Montserrat was populated by Arawak and Carib native people when it was claimed by Christopher Columbus on his second voyage in 1493, naming the island Santa Maria de Montserrat, after the Monastery of Montserrat in Catalonia. The island fell under English control in 1632 when anti-Catholic violence in Nevis forced a group of Irish, many of whom had been unwillingly transported from Ireland as slaves, to settle in Montserrat. A neo-feudal colony developed. The importation of African slaves, common to most Caribbean islands, began early and an economy based on sugar, rum, arrowroot and Sea Island cotton was established using slave labour. By the late 1700s there were many plantations on the island. Many Irish people were also taken as slaves to the island, some of whom were exiled there by Oliver Cromwell. The victims of Cromwellian transportation ranged from political and military prisoners to anyone who might burden the public purse: orphans, widows and the unemployed.

In 1782, during the American Revolutionary War, Montserrat was briefly captured by France. It was returned to Great Britain under the Treaty of Paris which ended that conflict. A failed slave uprising on March 17, 1768 led to the celebration of St Patrick's Day as a public holiday in Montserrat, and festivities held that week celebrate the culture of Montserrat, through songs, dances, and traditional costumes and foods. Slavery was abolished in Montserrat in 1834.

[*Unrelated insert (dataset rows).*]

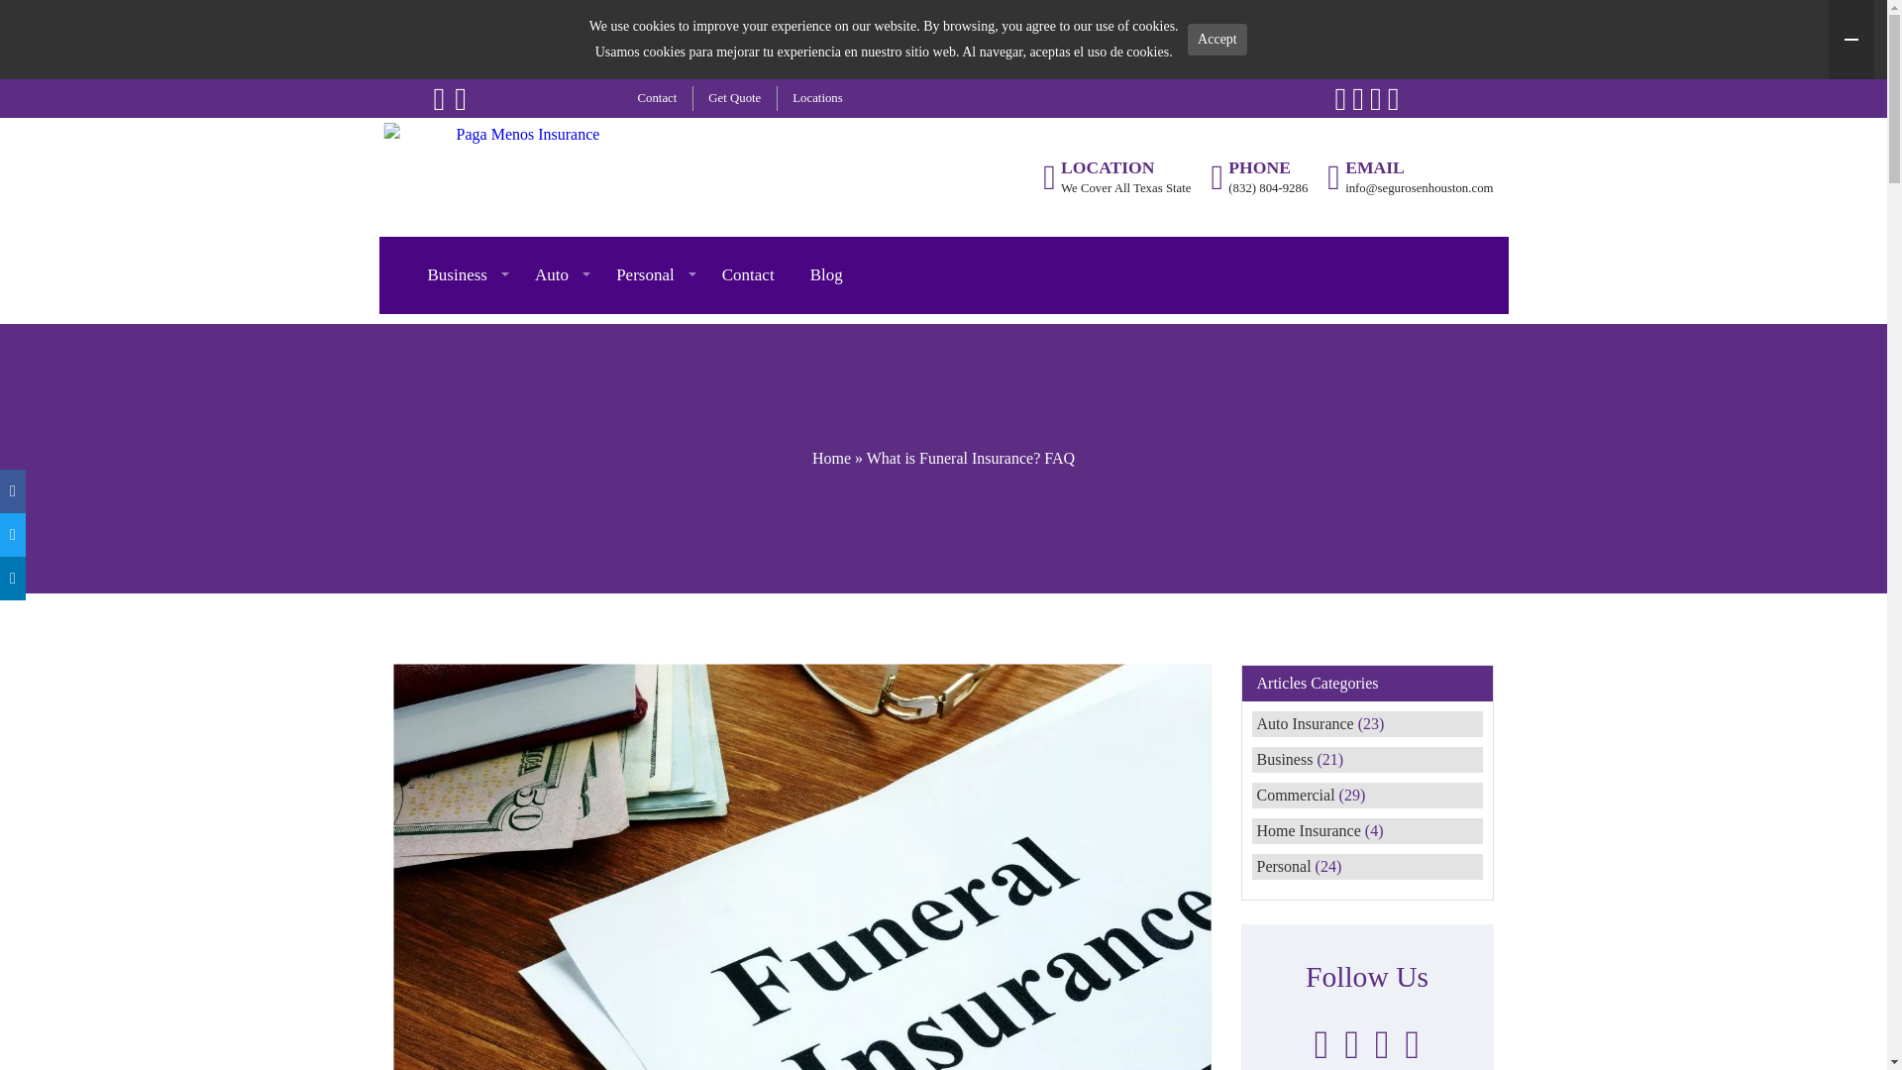  Describe the element at coordinates (558, 275) in the screenshot. I see `Auto` at that location. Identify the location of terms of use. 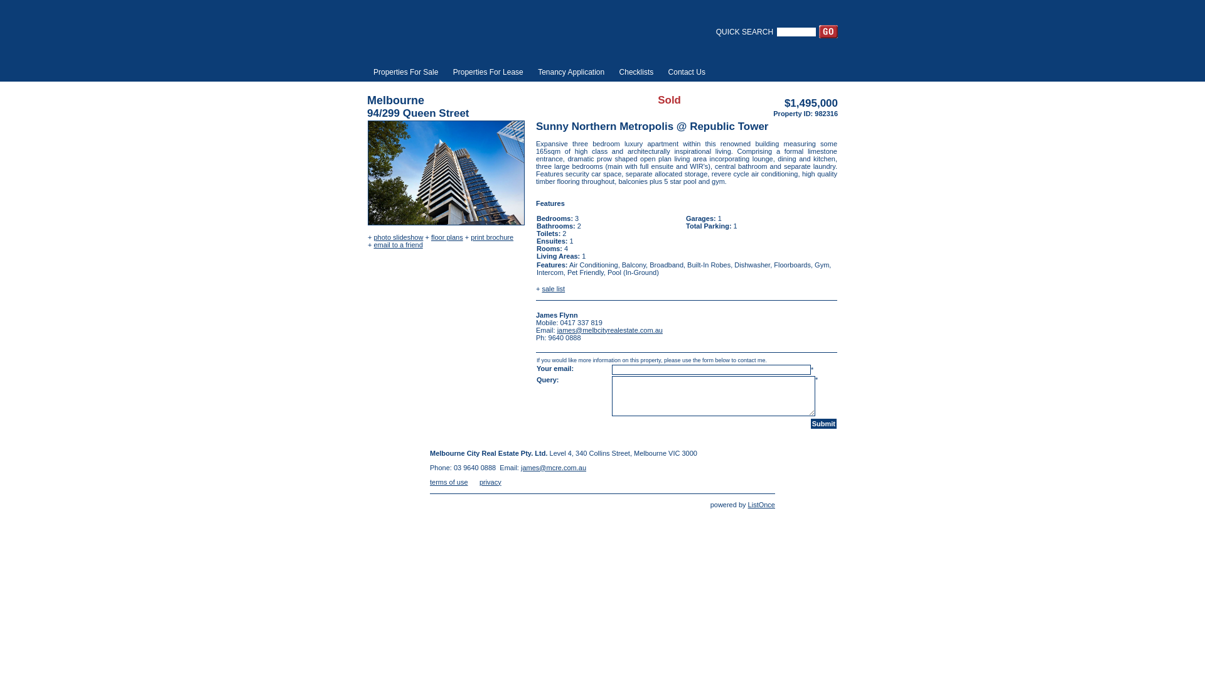
(449, 482).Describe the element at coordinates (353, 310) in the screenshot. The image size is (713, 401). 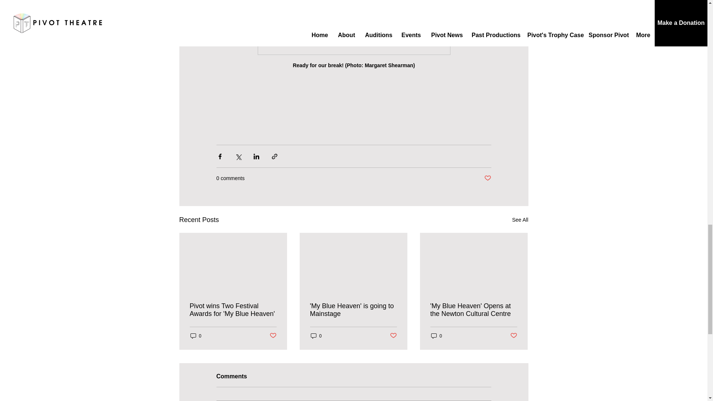
I see `'My Blue Heaven' is going to Mainstage` at that location.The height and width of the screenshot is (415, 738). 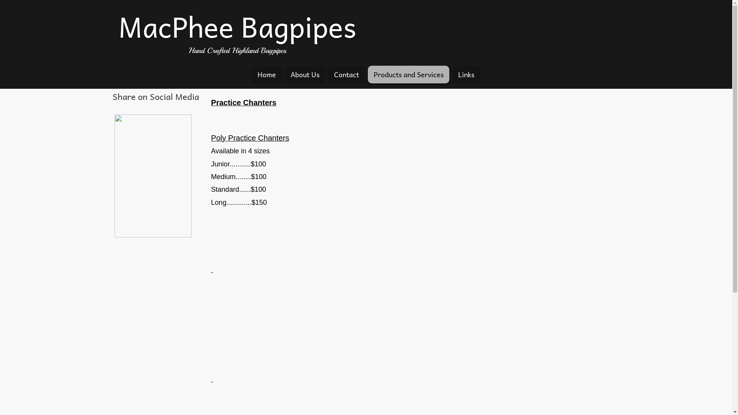 I want to click on Links, so click(x=466, y=75).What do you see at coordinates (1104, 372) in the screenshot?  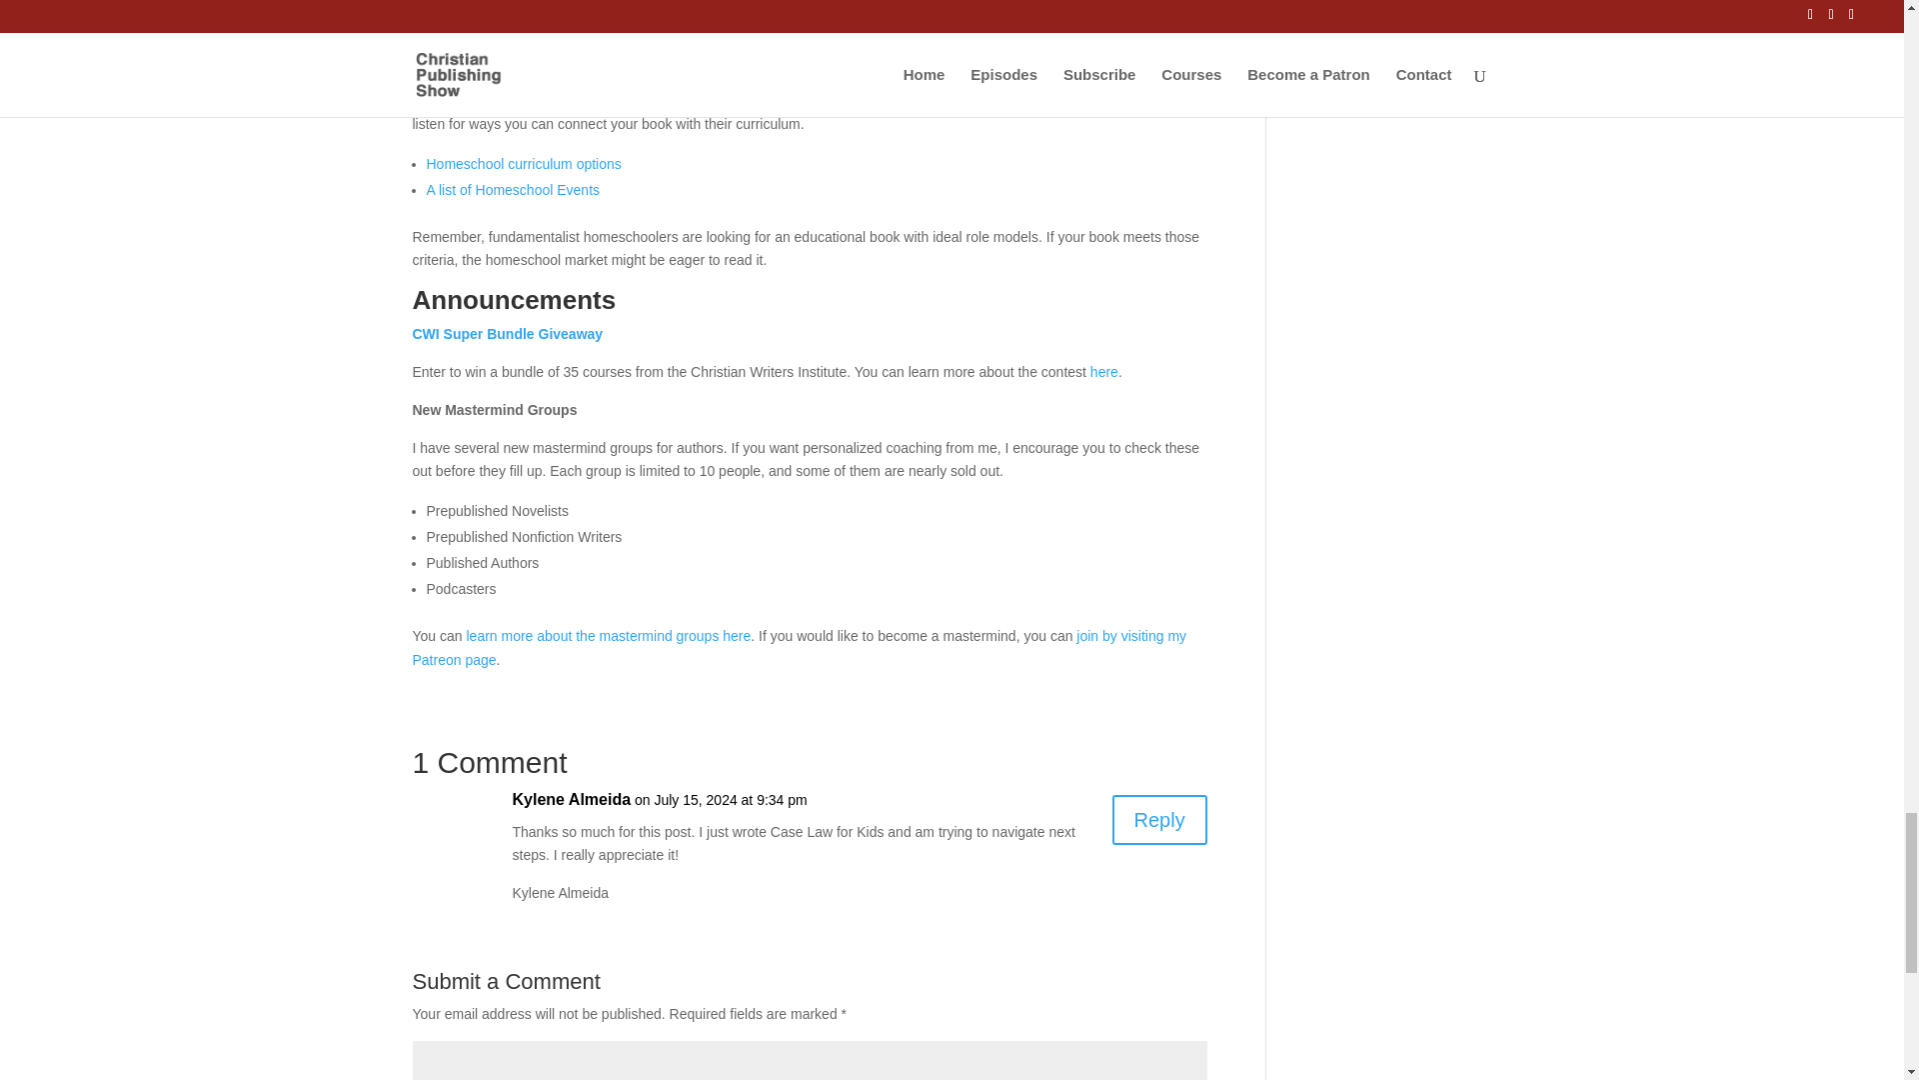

Falling sugar prices during the nineteenth century had an adverse effect on the island's economy, and in 1857 the British philanthropist Joseph Sturge bought a sugar estate to prove it was economically viable to employ paid labour rather than slaves.

Lots of members of the Sturge family bought additional land and in 1869 established the Montserrat Company Limited and planted lime trees, started the commercial production of lime juice, set up a school, and sold parcels of land to the inhabitants of the island, with the result that much of Montserrat came to be owned by smallholders.

From 1871 to 1958, Montserrat was administered as part of the federal crown colony of the British Leeward Islands, becoming a province of the short-lived West Indies Federation from 1958 to 1962. In 1979, The Beatles producer George Martin’s AIR Studios Montserrat opened and the island attracted world-famous musicians who came to record in the peaceful, quiet and lush tropical surroundings of Montserrat. The last decade of the twentieth century, however, brought two events which devastated the island.

In the early hours of September 17, 1989 Hurricane Hugo, a Category 4 storm, struck Montserrat with full force producing sustained winds of 140 miles per hour and damaging over 90 percent of the structures on the island. AIR Studios closed, and the tourist economy upon which the island depended was virtually wiped out. Within a few years, the island had recovered considerably, only to be struck again by disaster in 1995.